Instrument reading data:
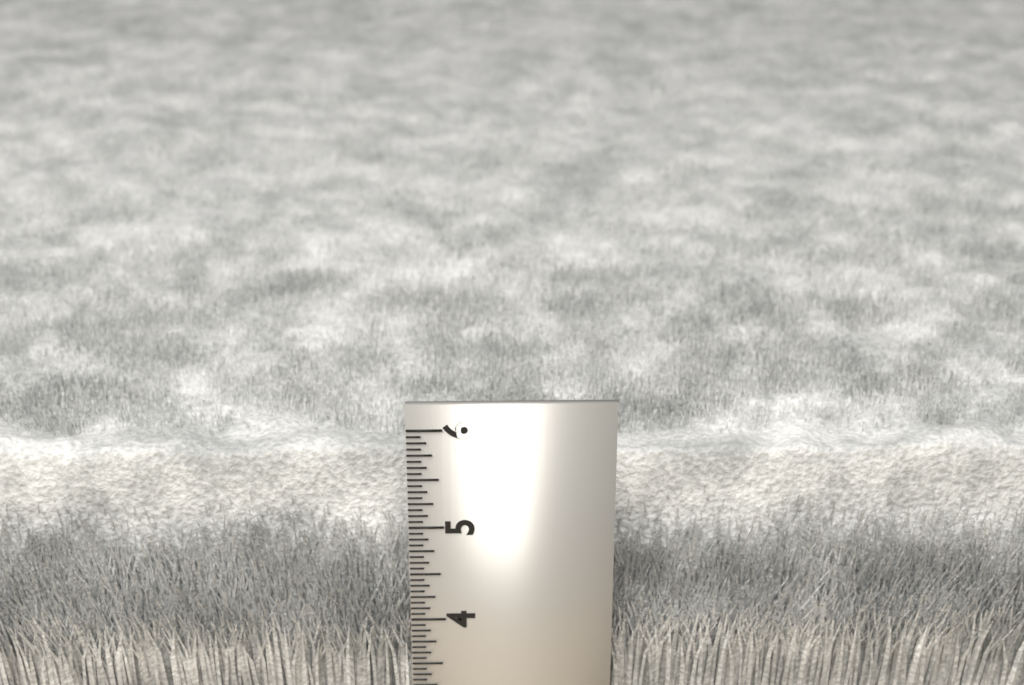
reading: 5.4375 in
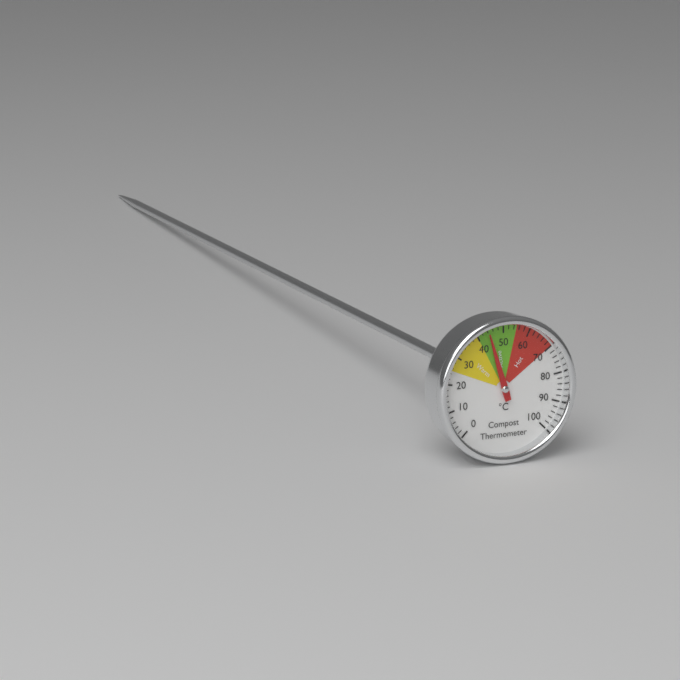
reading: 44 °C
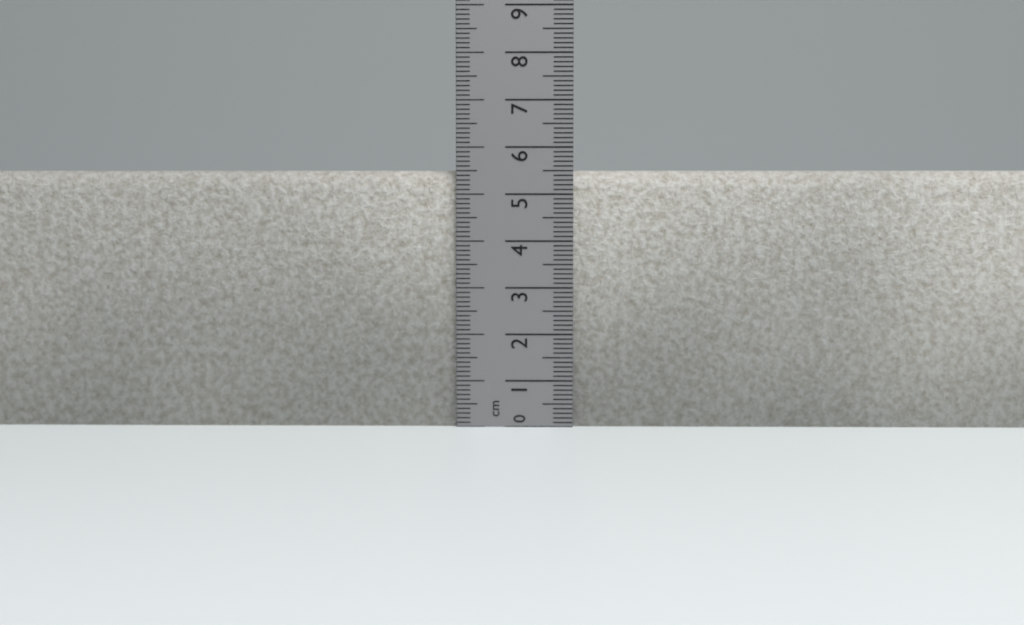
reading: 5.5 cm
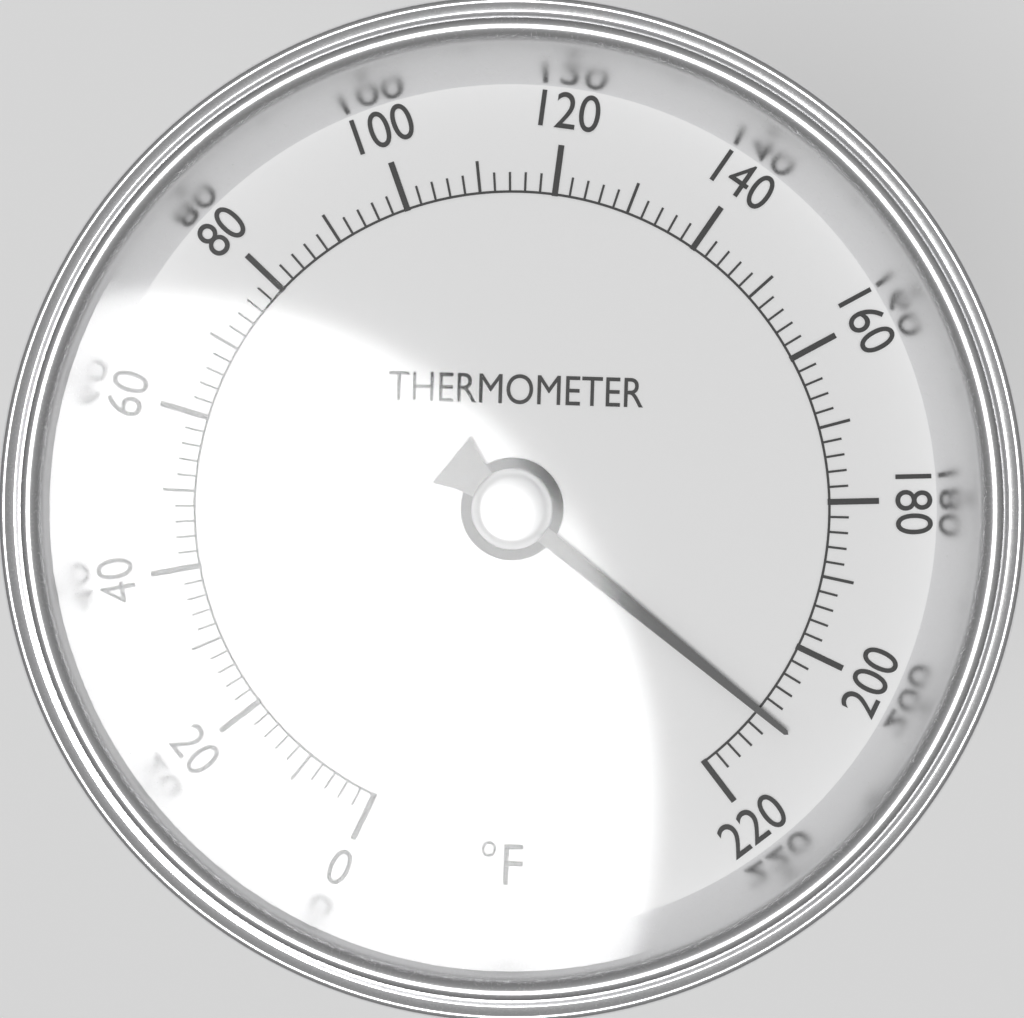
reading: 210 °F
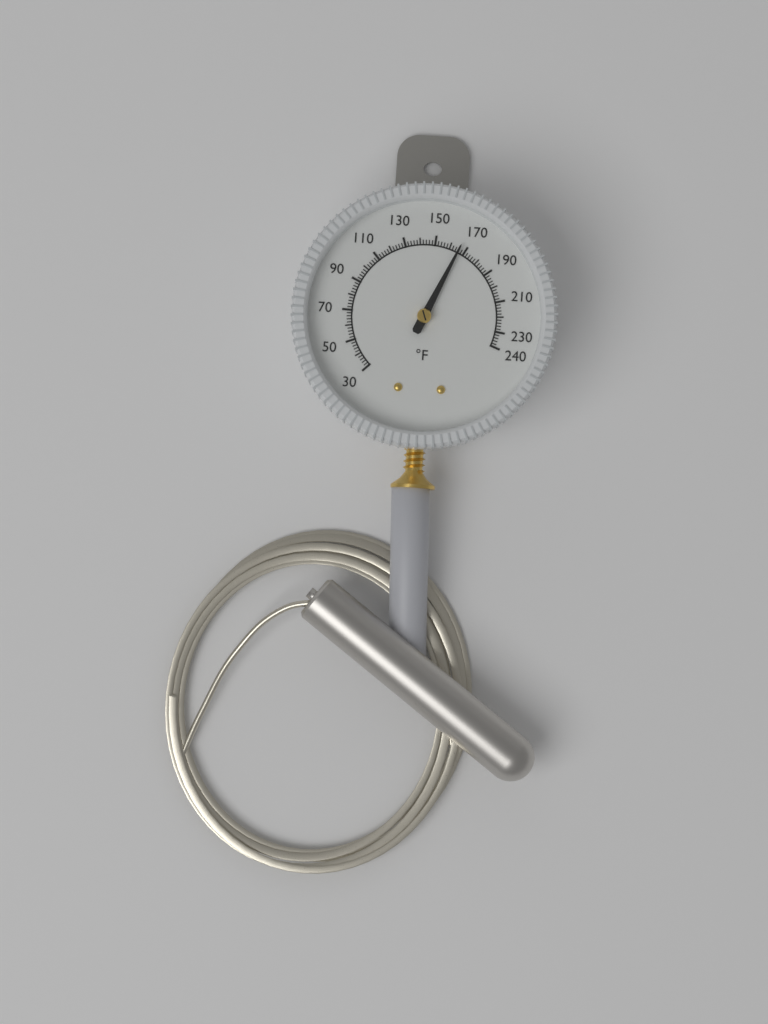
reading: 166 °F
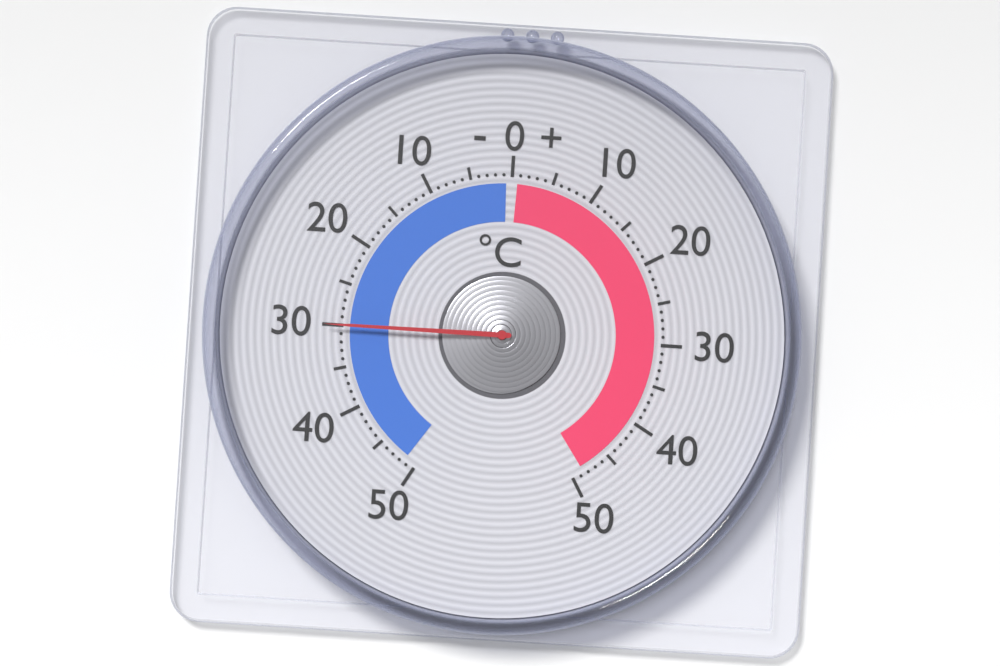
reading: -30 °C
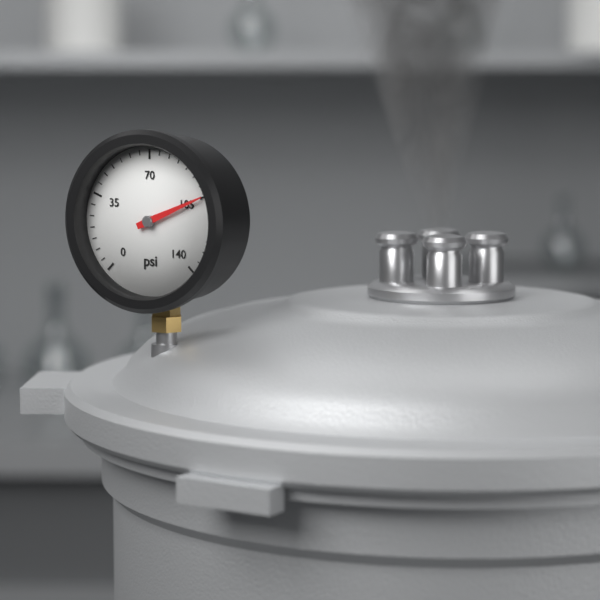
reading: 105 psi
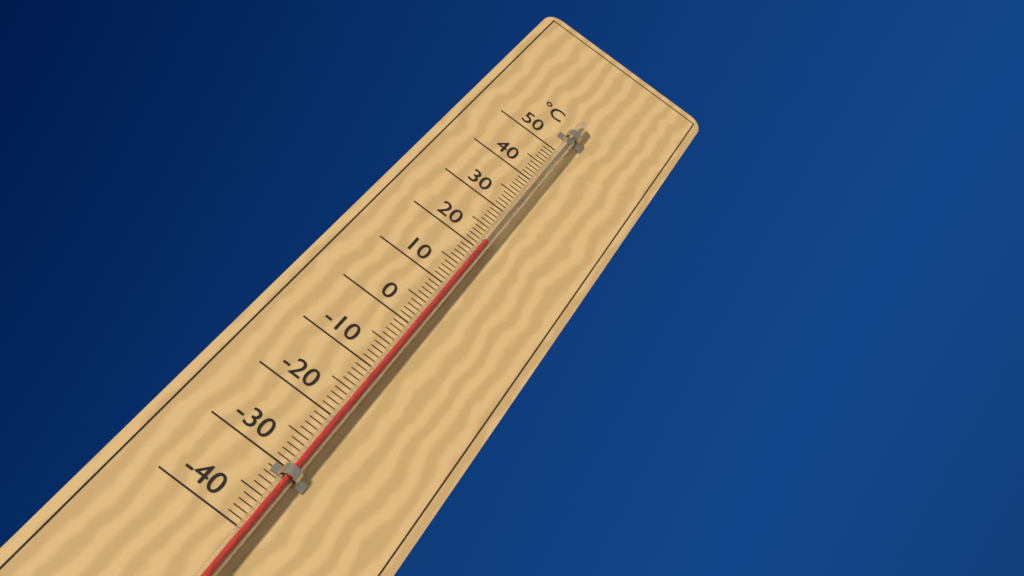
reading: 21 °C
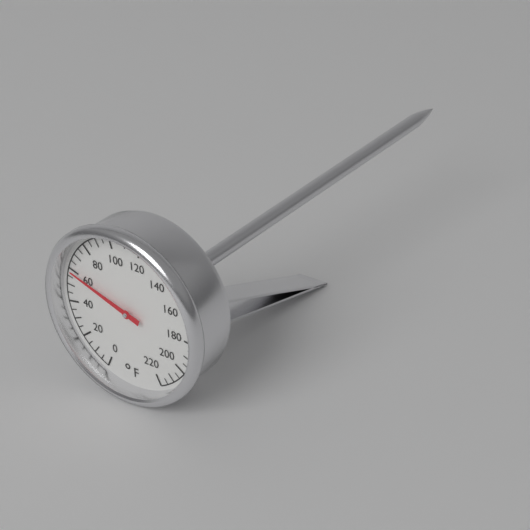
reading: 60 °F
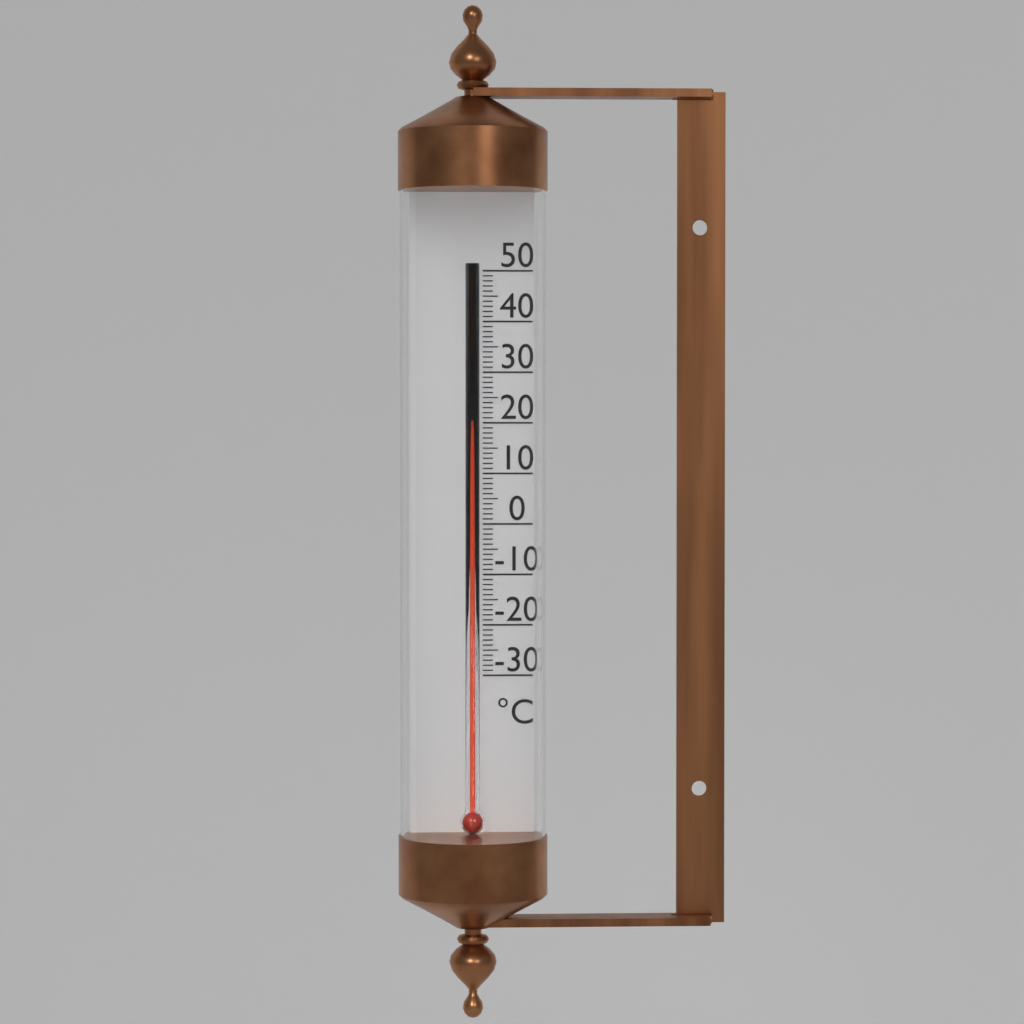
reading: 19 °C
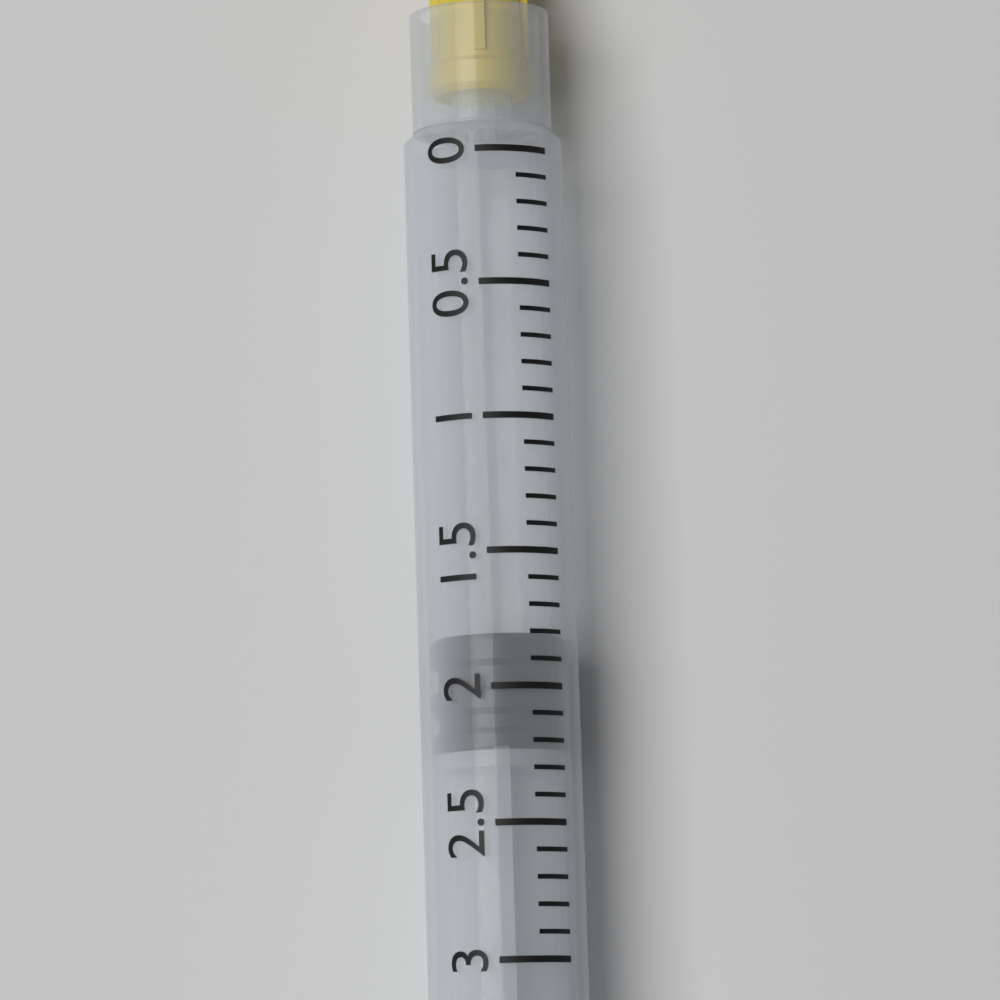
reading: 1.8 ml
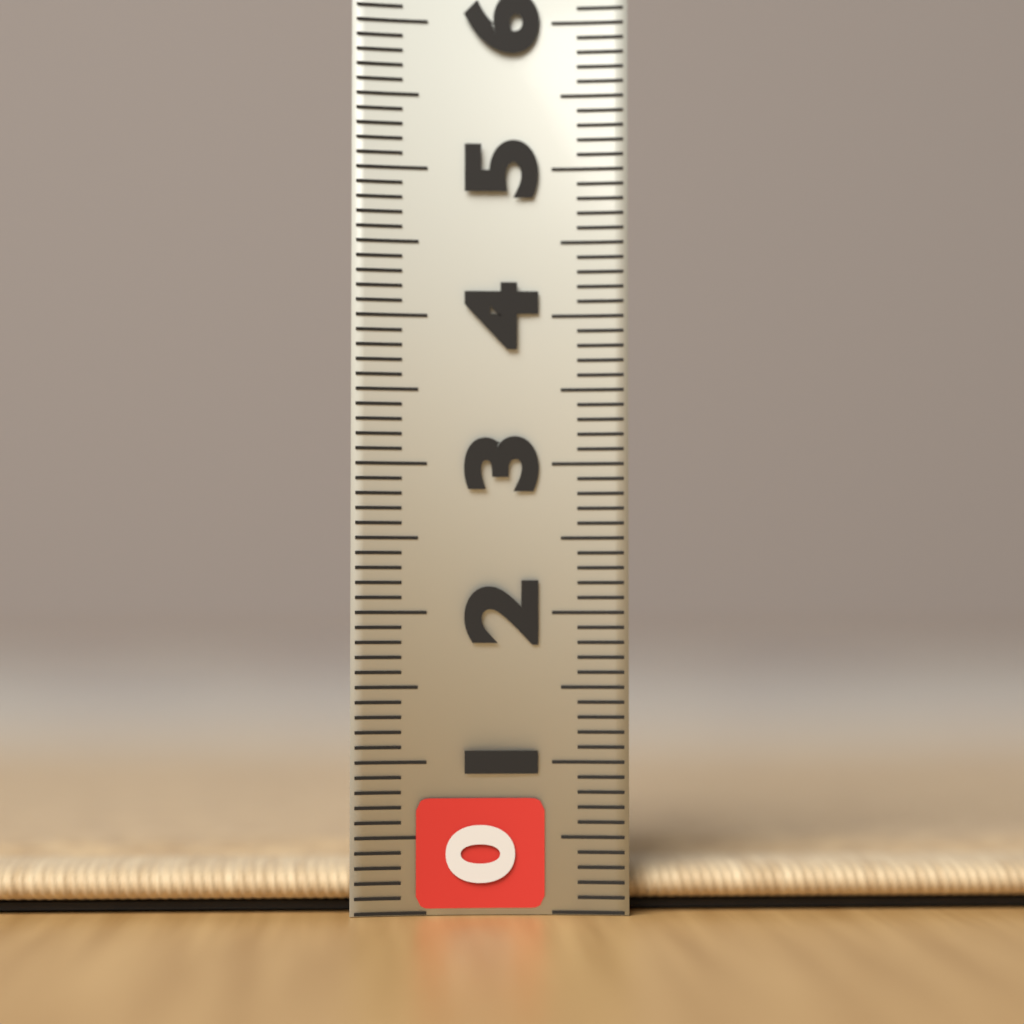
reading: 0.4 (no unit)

§ **Brief**
Copy exactly the lines from the line containing "reading: 166 °F" through the last line of the records, both included, and omit every picture.

§ **Reply**
reading: 166 °F
reading: -30 °C
reading: 105 psi
reading: 21 °C
reading: 60 °F
reading: 19 °C
reading: 1.8 ml
reading: 0.4 (no unit)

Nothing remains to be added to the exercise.